There’s a word we use quite loosely. This word is used in trying to raise money for highways or endangered species. It is used when people learn to do something new. It is used when people take a child that is not biologically theirs as their own.
This word is Adoption and it needs to stop being used as a catch all phrase for any random thing we care about. I am not dismissing the validity of the other uses, however, they need a new word.
In my family, half of my siblings are adopted. Now I know that, but it doesn’t matter to me. The bond I have with each of my siblings is irreplaceable. My relationships with my siblings each have a level of complexity, of uniqueness. Here’s the thing, my siblings that don’t look like me, the ones that don’t need glasses, the ones that each have a different beginning than myself, they were adopted. That highway wasn’t adopted, that cheetah wasn’t adopted, that puppy of yours wasn’t adopted.
Did you spend months on piles of paperwork like my mom did? Did you research a new culture? Did you meet with birth mothers and birth fathers? Did you have a social worker come to your house every couple of months? Did you pray every night for that highway? What about that cheetah? Did you wait almost three years to bring it home? And when the adoption took place, did hold your sobbing puppy in the middle of the night when he was crying because he missed everything he ever knew? Did you have to explain to your puppy in a combination of English and the little bits of the foreign language that you couldn’t find even a Rosetta Stone for that because of horrible circumstances that he couldn’t go back to his country? Do you hug that highway every day and hope you are being a good enough sister? With that cheetah you adopted, do you go to cultural events three hours away to keep his culture strong?
As Webster’s says, adoption is “the act or process of adopting a child.” A CHILD! A human being. I am aware that highways and cheetahs need financial support. I understand that the bond between a human and a pet can be very deep. I’ve had pets before, and I still remember crying my eyes out when my parents sold our first cow. However, as someone, who for the last 18 years, has been on a journey with HUMANS who have been adopted, let me tell you, adoption is about so much more than financial support. My sister got very offended when she saw a bumper sticker promoting pet “adoption.” She has a right to be offended. Did that dog have to learn how to love a new family? Did that dog have to eat new foods or get used to foreign smells? Did that highway have to be OK with new cultural practices? Does that cheetah have to wake up every morning and hear a language he didn’t learn as a baby?
Adoption is joining multiple families together. Adoption is taking on a new culture partially as your own. Adoption is loving your new sibling or child in the easy times and the extremely difficult times. It’s about the little stuff, like learning about new hair products, or making sure the new child in your life doesn’t have to see any sort of snakes because he’s scared to death of them. It’s about the big things too, it’s about staying up till 3 in the morning so you can help your sister process why she is having a difficult time socially. It’s about learning how to love someone even in the most frustrating of times. Adoption is recognizing that one of your fellow human beings needs a family and deserves all the same crazy family stories that you do. I might be biologically an Evans, but my siblings who started life with a different last name have just as much of a right to my crazy family as I do. The stories of our uncle putting smelly cheese in my dad’s wallet are just as much mine as they are my sister’s.
I firmly believe that every member of my family was destined to be together. Each personality just makes so much sense. We work together. We are like a mosaic. There are a lot of different pieces, and each piece is cut differently and has a different beauty to it. But, when you put us all together, we’re a portrait of love and perseverance.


▶ **Assigned task**:
Every entry below should be copied exactly, minus the pictures.

▶ **Figure content listings**:
▬▬▬

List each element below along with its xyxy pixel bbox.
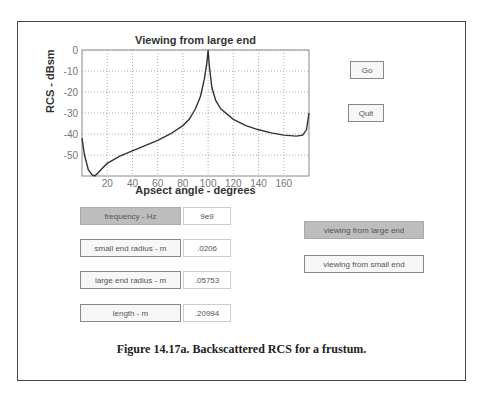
svg-text:100: 100: [200, 178, 217, 189]
small-end-radius-field[interactable]: .0206: [183, 239, 231, 257]
svg-text:120: 120: [225, 178, 242, 189]
svg-text:-40: -40: [64, 129, 79, 140]
view-large-end-button[interactable]: viewing from large end: [304, 221, 424, 239]
large-end-radius-label-button[interactable]: large end radius - m: [80, 271, 181, 289]
svg-text:40: 40: [127, 178, 139, 189]
svg-text:160: 160: [275, 178, 292, 189]
svg-text:-10: -10: [64, 66, 79, 77]
svg-text:-50: -50: [64, 150, 79, 161]
length-label-button[interactable]: length - m: [80, 304, 181, 322]
frequency-label-button[interactable]: frequency - Hz: [80, 207, 181, 225]
svg-text:140: 140: [250, 178, 267, 189]
svg-text:-30: -30: [64, 108, 79, 119]
view-small-end-button[interactable]: viewing from small end: [304, 255, 424, 273]
go-button[interactable]: Go: [350, 61, 384, 79]
rcs-plot: 204060801001201401600-10-20-30-40-50: [0, 0, 485, 401]
frequency-field[interactable]: 9e9: [183, 207, 231, 225]
small-end-radius-label-button[interactable]: small end radius - m: [80, 239, 181, 257]
length-field[interactable]: .20994: [183, 304, 231, 322]
large-end-radius-field[interactable]: .05753: [183, 271, 231, 289]
svg-text:20: 20: [102, 178, 114, 189]
svg-text:60: 60: [152, 178, 164, 189]
svg-text:80: 80: [177, 178, 189, 189]
figure-caption: Figure 14.17a. Backscattered RCS for a f…: [17, 342, 466, 357]
quit-button[interactable]: Quit: [348, 104, 384, 122]
svg-text:-20: -20: [64, 87, 79, 98]
svg-text:0: 0: [72, 45, 78, 56]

▬▬▬

▶ **Written response**:
List each element below along with its xyxy pixel bbox.
svg-text:100: 100: [200, 178, 217, 189]
small-end-radius-field[interactable]: .0206: [183, 239, 231, 257]
svg-text:120: 120: [225, 178, 242, 189]
svg-text:-40: -40: [64, 129, 79, 140]
view-large-end-button[interactable]: viewing from large end: [304, 221, 424, 239]
large-end-radius-label-button[interactable]: large end radius - m: [80, 271, 181, 289]
svg-text:40: 40: [127, 178, 139, 189]
svg-text:160: 160: [275, 178, 292, 189]
svg-text:-10: -10: [64, 66, 79, 77]
svg-text:-50: -50: [64, 150, 79, 161]
length-label-button[interactable]: length - m: [80, 304, 181, 322]
frequency-label-button[interactable]: frequency - Hz: [80, 207, 181, 225]
svg-text:140: 140: [250, 178, 267, 189]
svg-text:-30: -30: [64, 108, 79, 119]
view-small-end-button[interactable]: viewing from small end: [304, 255, 424, 273]
go-button[interactable]: Go: [350, 61, 384, 79]
rcs-plot: 204060801001201401600-10-20-30-40-50: [0, 0, 485, 401]
frequency-field[interactable]: 9e9: [183, 207, 231, 225]
small-end-radius-label-button[interactable]: small end radius - m: [80, 239, 181, 257]
length-field[interactable]: .20994: [183, 304, 231, 322]
large-end-radius-field[interactable]: .05753: [183, 271, 231, 289]
svg-text:20: 20: [102, 178, 114, 189]
svg-text:60: 60: [152, 178, 164, 189]
svg-text:80: 80: [177, 178, 189, 189]
figure-caption: Figure 14.17a. Backscattered RCS for a f…: [17, 342, 466, 357]
quit-button[interactable]: Quit: [348, 104, 384, 122]
svg-text:-20: -20: [64, 87, 79, 98]
svg-text:0: 0: [72, 45, 78, 56]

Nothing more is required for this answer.